SAN JOSE, Calif. — Technologies that harvest or scavenge energy have been in development for the last 20 years. They enable so-called "perpetual devices" to monitor buildings, to gauge tools and machines installed in inaccessible places, or to sense structural integrity or movement.

The key to such perpetual devices is that they perform these tasks indefinitely, thereby eliminating the need to replace batteries. Energy harvesting is increasingly becoming a hot topic.

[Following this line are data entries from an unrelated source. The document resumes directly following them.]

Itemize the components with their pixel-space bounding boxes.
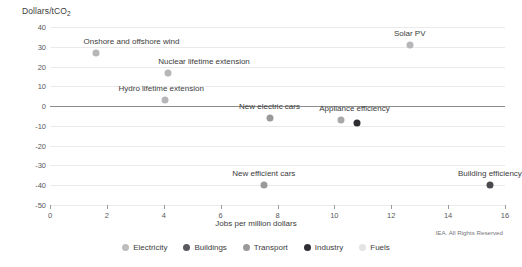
legend-swatch-icon: [183, 244, 190, 251]
legend-item[interactable]: Fuels: [359, 243, 390, 252]
legend-item[interactable]: Buildings: [183, 243, 226, 252]
data-point-label: Nuclear lifetime extension: [158, 57, 250, 66]
gridline: [50, 185, 505, 186]
y-axis-tick-label: 0: [20, 102, 46, 111]
data-point-label: Onshore and offshore wind: [84, 37, 180, 46]
data-point-label: New electric cars: [239, 102, 300, 111]
x-axis-tick-mark: [391, 205, 392, 209]
copyright-note: IEA. All Rights Reserved: [436, 229, 503, 236]
gridline: [50, 47, 505, 48]
y-axis-title: Dollars/tCO2: [22, 6, 71, 16]
y-axis-tick-label: 30: [20, 42, 46, 51]
x-axis-tick-mark: [164, 205, 165, 209]
x-axis-tick-mark: [278, 205, 279, 209]
legend-swatch-icon: [243, 244, 250, 251]
x-axis-tick-mark: [221, 205, 222, 209]
gridline: [50, 126, 505, 127]
data-point[interactable]: [354, 119, 361, 126]
data-point-label: Appliance efficiency: [319, 104, 390, 113]
x-axis-title: Jobs per million dollars: [0, 219, 512, 228]
legend-label: Electricity: [133, 243, 167, 252]
data-point[interactable]: [266, 114, 273, 121]
gridline: [50, 165, 505, 166]
data-point[interactable]: [338, 116, 345, 123]
y-axis-ticks: 403020100-10-20-30-40-50: [16, 27, 46, 205]
legend-label: Fuels: [370, 243, 390, 252]
chart-legend: ElectricityBuildingsTransportIndustryFue…: [0, 243, 512, 252]
y-axis-tick-label: -50: [20, 201, 46, 210]
x-axis-tick-mark: [448, 205, 449, 209]
legend-swatch-icon: [122, 244, 129, 251]
data-point[interactable]: [92, 49, 99, 56]
legend-swatch-icon: [359, 244, 366, 251]
legend-item[interactable]: Transport: [243, 243, 288, 252]
plot-area: Onshore and offshore windNuclear lifetim…: [50, 27, 505, 205]
data-point-label: Building efficiency: [458, 169, 522, 178]
data-point-label: Solar PV: [394, 29, 426, 38]
data-point[interactable]: [260, 182, 267, 189]
gridline: [50, 67, 505, 68]
y-axis-tick-label: 20: [20, 62, 46, 71]
data-point-label: Hydro lifetime extension: [118, 84, 203, 93]
y-axis-tick-label: 10: [20, 82, 46, 91]
y-axis-tick-label: -40: [20, 181, 46, 190]
data-point[interactable]: [406, 41, 413, 48]
legend-label: Industry: [315, 243, 343, 252]
data-point-label: New efficient cars: [232, 169, 295, 178]
gridline: [50, 146, 505, 147]
y-axis-tick-label: -10: [20, 121, 46, 130]
x-axis-tick-mark: [334, 205, 335, 209]
legend-label: Transport: [254, 243, 288, 252]
y-axis-title-subscript: 2: [67, 10, 71, 17]
y-axis-tick-label: 40: [20, 23, 46, 32]
data-point[interactable]: [162, 97, 169, 104]
y-axis-tick-label: -20: [20, 141, 46, 150]
x-axis-tick-mark: [505, 205, 506, 209]
legend-swatch-icon: [304, 244, 311, 251]
legend-label: Buildings: [194, 243, 226, 252]
data-point[interactable]: [486, 182, 493, 189]
legend-item[interactable]: Electricity: [122, 243, 167, 252]
data-point[interactable]: [165, 70, 172, 77]
y-axis-title-text: Dollars/tCO: [22, 6, 67, 16]
y-axis-tick-label: -30: [20, 161, 46, 170]
x-axis-tick-mark: [50, 205, 51, 209]
gridline: [50, 27, 505, 28]
legend-item[interactable]: Industry: [304, 243, 343, 252]
x-axis-tick-mark: [107, 205, 108, 209]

But "what has really changed energy harvesting in the last two decades?" asked Patrick Mannion, editorial director of TechOnline, who moderated the energy harvesting panel at Embedded Systems Conference on Tuesday (March 31).

The answer, in sum, is a confluence of the development of wireless and lower power electronics, along with advancements in sensors and MEMS. The result is a combination of factors that is fundamentally changing today's energy-harvesting market.

The development of low-power electronics and wireless technologies made it "viable" to use harvested energy for a number of applications, said Dave Freeman, engineering manager at Texas Instruments.

Patrick Chapman, associate professor at University of Illinois, agreed. "The power of wireless communication devices has become so low that we can finally start doing something about small, harvested energy," he said.

Eugene You, application engineering manager at EnOcean, added, "Don't forget the price of wireless devices." With a steady decrease in the cost of wireless devices, he said, "We can now put [perpetual devices] everywhere for sending data wirelessly, and forget about it."

Nonetheless, you still need a power storage device, said Steve Grady, vice president of marketing at Cymbet Corp. Some systems are required to occasionally handle a large burst of energy. If you can store energy, such as in a thin-film battery Cymbet is developing, "you can respond to it faster," Grady added. And that energy storage device "needs to hold charge long-term."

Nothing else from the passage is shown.